Remembering former Center professor Dr. Gláucio Soares

Dr. Gláucio Ary Dillon Soares, who recently passed away at age 86, made an impact at the Center for Latin American Studies.

Remembering former Center professor Dr. Gláucio Soares

June 28, 2021

Dr. Gláucio Ary Dillon Soares passed away from complications of COVID-19 at 86 years of age on June 14, 2021. Considered one of the founders of sociology in Brazil, Dr. Soares spent six decades teaching and conducting research at universities across the world, bringing social sciences to the forefront. He studied and wrote about violence, authoritarianism, and democracy in Brazilian politics and society.

Dr. Soares’s legacy spans across countries, decades, and a prolific body of work – including 28 years spent here at the Center for Latin American Studies at the University of Florida.

Dr. Soares arrived at the Center in 1974, and taught sociology and political science courses until his departure in 2002. One of his students was Steven Keats (LAS certificate 1977), current president of the Center’s Alumni Board. “During my years of study, the Center had virtually no peers nationwide in the quality and quantity of top professors on staff,” Keats recalled. That included Dr. Soares: “He was preeminent in his class, bringing a Latin American/Brazilian perspective to our curriculum. His enthusiasm was infectious and his lecture style really drew in the students to the course material.”

Another student impacted by Dr. Soares was Carlos de la Torre, the Center’s current director, who earned an undergraduate certificate in Latin American Studies from UF in 1983. “Dr. Soares was a mentor who taught us to think about Latin America’s politics and society on its own terms,” de la Torre reflected.

During his time at the Center, Dr. Soares brought Brazilian sociology and politics to prominence in Latin American Studies. In addition to his extensive research, lectures, and writings, he also organized several annual conferences at UF, including the 1984 conference on “The Brazilian Crisis,” at a key moment of nascent democratization after 20 years of military regime in Brazil. The conference featured such renowned speakers that its success reverberated for years to come, with multiple papers later published in Studies of Comparative International Development, and a presentation about an anti-inflationary plan that became official policy in Brazil in February 1986.

Dr. Soares’s passion for sociology and Brazil led him to spearhead an expansive oral history project on the country’s 20-year military regime in 1993. Together with colleagues, he gathered the largest database of interviews on the time period, including interviews with former top military leaders, politicians, and intelligence officers, and one of the eight survivors of the imprisoned Araguaia guerrillas.

Throughout his teaching career, Dr. Soares mentored hundreds of students – offering frank advice about academia and career prospects. “He asked me why I was studying sociology,” Keats shared. “After I explained that I wanted a career that would keep me near the ocean and that I loved different countries, he suggested that it was a noble idea but that I would never make a decent living. I was floored! He launched the thunderbolts for a mid-course correction. We designed a course of study that allowed me to take core business and marketing courses, and emphasize Latin American History and Portuguese. He absolutely put me on my career path.”

Dr. Soares stayed in touch with his students after they graduated – an informal endeavor that he helped standardize at the Center, using his characteristic research methodology. Prior to 1985, the Center did not have an official system for staying in contact with its alumni. In June of that year, when Center staff mailed out surveys to alumni to assess the Center’s contributions to their lives and careers, it was Dr. Soares’s name on the return address.

Steven Keats made a point to call up Dr. Soares any time he visited Rio de Janeiro, where he taught at State University of Rio de Janeiro. “We had remained in contact and he was familiar with my career activities. Several years ago, I reached out, and we enjoyed lunch on Copacabana. I said that because of him, I had the opportunity to be in a position to travel the world and even enjoy his company at the beach. I felt very blessed. Dr. Soares broadly smiled and said he was blessed to have given me such good advice.”

The entire Center community extends our condolences to Dr. Soares’s family and friends, with gratitude for the impact he made on the lives of his students, colleagues, and the field of Latin American Studies.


→ **Task details**
If a line in the entries below includes "this", pick it out and copy it.

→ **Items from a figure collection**
*** Begin section ***
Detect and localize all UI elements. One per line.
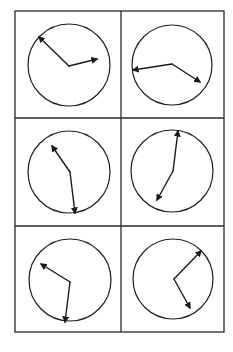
clock-hand-arrow-icon	[172, 64, 200, 82]
clock-row1-left	[28, 24, 110, 106]
clock-face	[28, 24, 110, 106]
clock-face	[29, 239, 111, 321]
clock-hand-arrow-icon	[69, 59, 97, 66]
clock-row2-right	[131, 130, 213, 212]
clock-face	[131, 130, 213, 212]
clock-hand-arrow-icon	[157, 171, 173, 200]
clock-row2-left	[28, 131, 110, 213]
clock-row1-right	[132, 25, 212, 105]
clock-hand-arrow-icon	[174, 279, 190, 308]
clock-hand-arrow-icon	[41, 264, 70, 282]
clock-row3-left	[29, 239, 111, 322]
grid-border	[15, 11, 224, 332]
grid-frame	[15, 11, 224, 332]
clock-hand-arrow-icon	[65, 282, 70, 322]
clock-hand-arrow-icon	[39, 37, 69, 66]
clock-grid-diagram	[0, 0, 233, 352]
clock-face	[132, 25, 212, 105]
clock-hand-arrow-icon	[70, 172, 75, 213]
clock-row3-right	[133, 239, 213, 319]
clock-hand-arrow-icon	[133, 64, 172, 70]
clock-hand-arrow-icon	[174, 251, 201, 279]
clock-hand-arrow-icon	[52, 146, 70, 172]
clock-hand-arrow-icon	[173, 131, 178, 171]
clock-face	[28, 131, 110, 213]
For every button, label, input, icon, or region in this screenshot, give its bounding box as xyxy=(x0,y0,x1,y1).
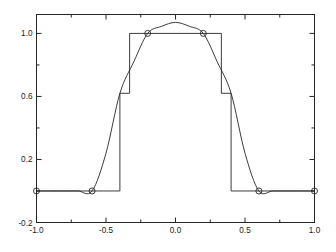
y-tick-label: 0.2 xyxy=(21,155,33,164)
x-axis-tick-labels: -1.0-0.50.00.51.0 xyxy=(29,226,320,235)
x-tick-label: -0.5 xyxy=(99,226,114,235)
x-tick-label: 1.0 xyxy=(309,226,321,235)
y-tick-label: 1.0 xyxy=(21,29,33,38)
y-tick-label: 0.6 xyxy=(21,92,33,101)
x-tick-label: 0.5 xyxy=(239,226,251,235)
plot-area: -1.0-0.50.00.51.0 1.00.60.2-0.2 xyxy=(0,0,336,252)
series-smooth xyxy=(37,22,315,193)
x-tick-label: 0.0 xyxy=(170,226,182,235)
y-tick-label: -0.2 xyxy=(18,219,33,228)
marker-group xyxy=(34,30,318,194)
series-group xyxy=(37,22,315,193)
y-axis-tick-labels: 1.00.60.2-0.2 xyxy=(18,29,33,227)
series-step xyxy=(37,33,315,191)
figure-canvas: -1.0-0.50.00.51.0 1.00.60.2-0.2 xyxy=(0,0,336,252)
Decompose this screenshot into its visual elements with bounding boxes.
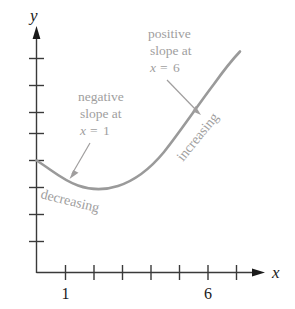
positive-slope-arrow-shaft <box>167 80 197 111</box>
y-axis-arrowhead <box>33 26 41 39</box>
x-tick-label-6: 6 <box>204 285 212 302</box>
negative-slope-equals: = <box>90 123 98 138</box>
negative-slope-value: 1 <box>103 123 110 138</box>
negative-slope-arrow-shaft <box>72 143 90 174</box>
x-tick-label-1: 1 <box>62 285 70 302</box>
negative-slope-variable: x <box>79 123 86 138</box>
negative-slope-arrowhead <box>70 170 79 179</box>
positive-slope-line2: slope at <box>150 43 192 58</box>
positive-slope-value: 6 <box>173 60 180 75</box>
figure-svg: y x 1 6 negative slope at x = 1 positive… <box>0 0 295 309</box>
negative-slope-line1: negative <box>78 89 124 104</box>
negative-slope-line2: slope at <box>80 106 122 121</box>
x-axis-label: x <box>271 263 280 282</box>
positive-slope-variable: x <box>149 60 156 75</box>
decreasing-label: decreasing <box>39 186 101 215</box>
slope-diagram-figure: y x 1 6 negative slope at x = 1 positive… <box>0 0 295 309</box>
positive-slope-equals: = <box>160 60 168 75</box>
x-axis-arrowhead <box>252 269 265 277</box>
increasing-label: increasing <box>174 110 222 164</box>
negative-slope-annotation: negative slope at x = 1 <box>70 89 124 179</box>
positive-slope-annotation: positive slope at x = 6 <box>148 26 201 115</box>
y-axis-label: y <box>28 6 38 25</box>
positive-slope-line1: positive <box>148 26 191 41</box>
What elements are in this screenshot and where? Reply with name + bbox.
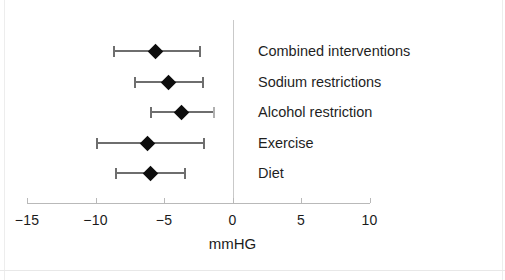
ci-lower-cap — [113, 46, 115, 57]
ci-lower-cap — [134, 77, 136, 88]
ci-upper-cap — [203, 138, 205, 149]
x-axis-tick — [301, 198, 302, 203]
x-axis-tick — [164, 198, 165, 203]
estimate-marker — [143, 166, 159, 182]
row-label-diet: Diet — [258, 163, 284, 183]
forest-row: Diet — [0, 162, 505, 184]
ci-upper-cap — [202, 77, 204, 88]
x-tick-label-5: 5 — [278, 212, 324, 228]
row-label-exercise: Exercise — [258, 133, 314, 153]
estimate-marker — [140, 135, 156, 151]
forest-row: Alcohol restriction — [0, 101, 505, 123]
ci-lower-cap — [96, 138, 98, 149]
x-tick-label--15: −15 — [4, 212, 50, 228]
ci-upper-cap — [199, 46, 201, 57]
x-tick-label-0: 0 — [210, 212, 256, 228]
x-tick-label--10: −10 — [73, 212, 119, 228]
x-tick-label-10: 10 — [347, 212, 393, 228]
forest-row: Sodium restrictions — [0, 71, 505, 93]
x-axis-tick — [96, 198, 97, 203]
plot-area: Combined interventions Sodium restrictio… — [0, 0, 505, 280]
estimate-marker — [148, 44, 164, 60]
x-axis-tick — [233, 198, 234, 203]
x-tick-label--5: −5 — [141, 212, 187, 228]
forest-row: Combined interventions — [0, 40, 505, 62]
forest-plot-figure: Combined interventions Sodium restrictio… — [0, 0, 505, 280]
estimate-marker — [174, 105, 190, 121]
x-axis-tick — [370, 198, 371, 203]
row-label-combined-interventions: Combined interventions — [258, 41, 410, 61]
ci-lower-cap — [115, 168, 117, 179]
ci-lower-cap — [150, 107, 152, 118]
forest-row: Exercise — [0, 132, 505, 154]
x-axis-tick — [27, 198, 28, 203]
x-axis-line — [27, 203, 370, 204]
ci-upper-cap — [184, 168, 186, 179]
row-label-sodium-restrictions: Sodium restrictions — [258, 72, 381, 92]
x-axis-title: mmHG — [173, 235, 293, 253]
ci-upper-cap — [213, 107, 215, 118]
estimate-marker — [160, 74, 176, 90]
row-label-alcohol-restriction: Alcohol restriction — [258, 102, 372, 122]
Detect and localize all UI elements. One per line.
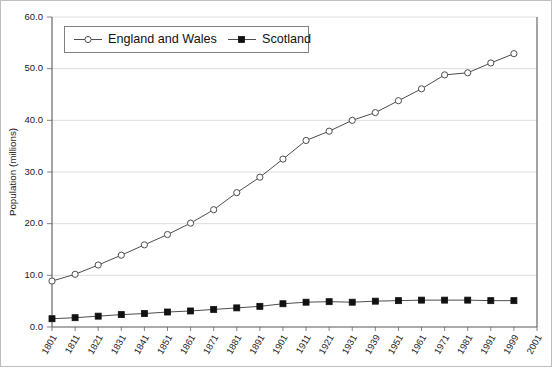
x-tick-label: 1821 <box>86 333 105 356</box>
x-tick-label: 1901 <box>271 333 290 356</box>
data-point-scotland <box>372 298 378 304</box>
x-tick-label: 1871 <box>201 333 220 356</box>
data-point-england-and-wales <box>257 174 263 180</box>
data-point-scotland <box>349 299 355 305</box>
data-point-england-and-wales <box>280 156 286 162</box>
data-point-england-and-wales <box>72 271 78 277</box>
x-tick-label: 1939 <box>363 333 382 356</box>
legend-marker-scotland <box>239 37 245 43</box>
x-tick-label: 1921 <box>317 333 336 356</box>
x-tick-label: 1951 <box>386 333 405 356</box>
y-tick-label: 20.0 <box>25 217 44 228</box>
data-point-scotland <box>164 309 170 315</box>
data-point-england-and-wales <box>187 220 193 226</box>
data-point-scotland <box>95 313 101 319</box>
data-series-group <box>49 51 517 322</box>
y-tick-label: 40.0 <box>25 114 44 125</box>
x-tick-label: 1931 <box>340 333 359 356</box>
data-point-scotland <box>280 301 286 307</box>
y-axis-ticks: 0.010.020.030.040.050.060.0 <box>25 11 53 332</box>
chart-legend: England and Wales Scotland <box>65 27 312 53</box>
figure-border <box>1 1 552 367</box>
data-point-england-and-wales <box>234 190 240 196</box>
data-point-england-and-wales <box>164 231 170 237</box>
data-point-scotland <box>211 306 217 312</box>
data-point-scotland <box>72 315 78 321</box>
x-tick-label: 1971 <box>432 333 451 356</box>
data-point-scotland <box>488 298 494 304</box>
x-axis-ticks: 1801181118211831184118511861187118811891… <box>40 327 544 356</box>
x-tick-label: 1981 <box>455 333 474 356</box>
x-tick-label: 1861 <box>178 333 197 356</box>
data-point-scotland <box>465 297 471 303</box>
data-point-england-and-wales <box>95 262 101 268</box>
y-axis-title: Population (millions) <box>7 128 18 216</box>
data-point-scotland <box>395 298 401 304</box>
data-point-england-and-wales <box>372 109 378 115</box>
data-point-scotland <box>234 305 240 311</box>
x-tick-label: 1999 <box>502 333 521 356</box>
data-point-england-and-wales <box>118 252 124 258</box>
y-tick-label: 10.0 <box>25 269 44 280</box>
data-point-england-and-wales <box>418 86 424 92</box>
data-point-scotland <box>49 316 55 322</box>
x-tick-label: 1911 <box>294 333 313 355</box>
x-tick-label: 1811 <box>63 333 82 355</box>
data-point-england-and-wales <box>349 117 355 123</box>
x-tick-label: 1831 <box>109 333 128 356</box>
data-point-england-and-wales <box>465 70 471 76</box>
y-tick-label: 0.0 <box>30 321 43 332</box>
data-point-england-and-wales <box>488 60 494 66</box>
legend-label-england-and-wales: England and Wales <box>108 32 217 46</box>
gridlines <box>52 17 537 275</box>
data-point-scotland <box>419 297 425 303</box>
x-tick-label: 1991 <box>479 333 498 356</box>
x-tick-label: 2001 <box>525 333 544 356</box>
data-point-england-and-wales <box>303 137 309 143</box>
data-point-england-and-wales <box>511 51 517 57</box>
data-point-scotland <box>188 308 194 314</box>
data-point-england-and-wales <box>442 72 448 78</box>
data-point-scotland <box>442 297 448 303</box>
population-line-chart: 0.010.020.030.040.050.060.0 180118111821… <box>0 0 552 367</box>
x-tick-label: 1801 <box>40 333 59 356</box>
data-point-scotland <box>511 298 517 304</box>
x-tick-label: 1881 <box>224 333 243 356</box>
x-tick-label: 1961 <box>409 333 428 356</box>
data-point-scotland <box>303 299 309 305</box>
data-point-england-and-wales <box>211 207 217 213</box>
legend-label-scotland: Scotland <box>262 32 311 46</box>
x-tick-label: 1841 <box>132 333 151 356</box>
chart-figure: 0.010.020.030.040.050.060.0 180118111821… <box>0 0 552 367</box>
data-point-england-and-wales <box>326 128 332 134</box>
x-tick-label: 1891 <box>248 333 267 356</box>
series-line-england-and-wales <box>52 54 514 281</box>
data-point-scotland <box>141 311 147 317</box>
legend-marker-england-and-wales <box>85 36 91 42</box>
data-point-scotland <box>326 299 332 305</box>
x-tick-label: 1851 <box>155 333 174 356</box>
y-tick-label: 60.0 <box>25 11 44 22</box>
y-tick-label: 30.0 <box>25 166 44 177</box>
data-point-england-and-wales <box>141 242 147 248</box>
data-point-england-and-wales <box>49 278 55 284</box>
data-point-scotland <box>257 303 263 309</box>
y-tick-label: 50.0 <box>25 62 44 73</box>
data-point-scotland <box>118 312 124 318</box>
data-point-england-and-wales <box>395 98 401 104</box>
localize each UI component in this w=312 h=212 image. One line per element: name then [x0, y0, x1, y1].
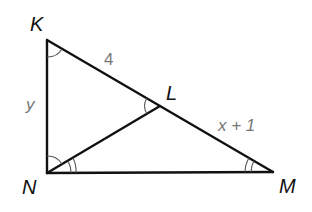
angle-mark-m-double-inner [251, 161, 254, 172]
angle-mark-n-single [47, 156, 62, 164]
vertex-label-m: M [279, 175, 296, 197]
measure-kl: 4 [104, 50, 113, 69]
segment-nm [47, 172, 273, 173]
vertex-label-l: L [166, 82, 177, 104]
geometry-figure: K L M N 4 x + 1 y [0, 0, 312, 212]
angle-mark-l [145, 98, 147, 114]
angle-mark-n-double-outer [73, 158, 76, 173]
vertex-label-k: K [30, 13, 45, 35]
measure-lm: x + 1 [217, 116, 255, 135]
vertex-label-n: N [22, 176, 37, 198]
angle-mark-k [47, 49, 62, 57]
angle-mark-m-double-outer [245, 158, 249, 172]
angle-mark-n-double-inner [68, 161, 71, 173]
measure-kn: y [25, 95, 36, 114]
segment-nl [47, 106, 160, 173]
*** End section ***
→ **Solution to the exercise**
For every button, label, input, icon, or region in this screenshot, give its bounding box as xyxy=(x0,y0,x1,y1).
Decompose this screenshot into its visual elements with bounding boxes.
What elements are in this screenshot and where? Reply with name + bbox.
localize each UI component in this w=312 h=212 image. One line per element: name then [x0, y0, x1, y1].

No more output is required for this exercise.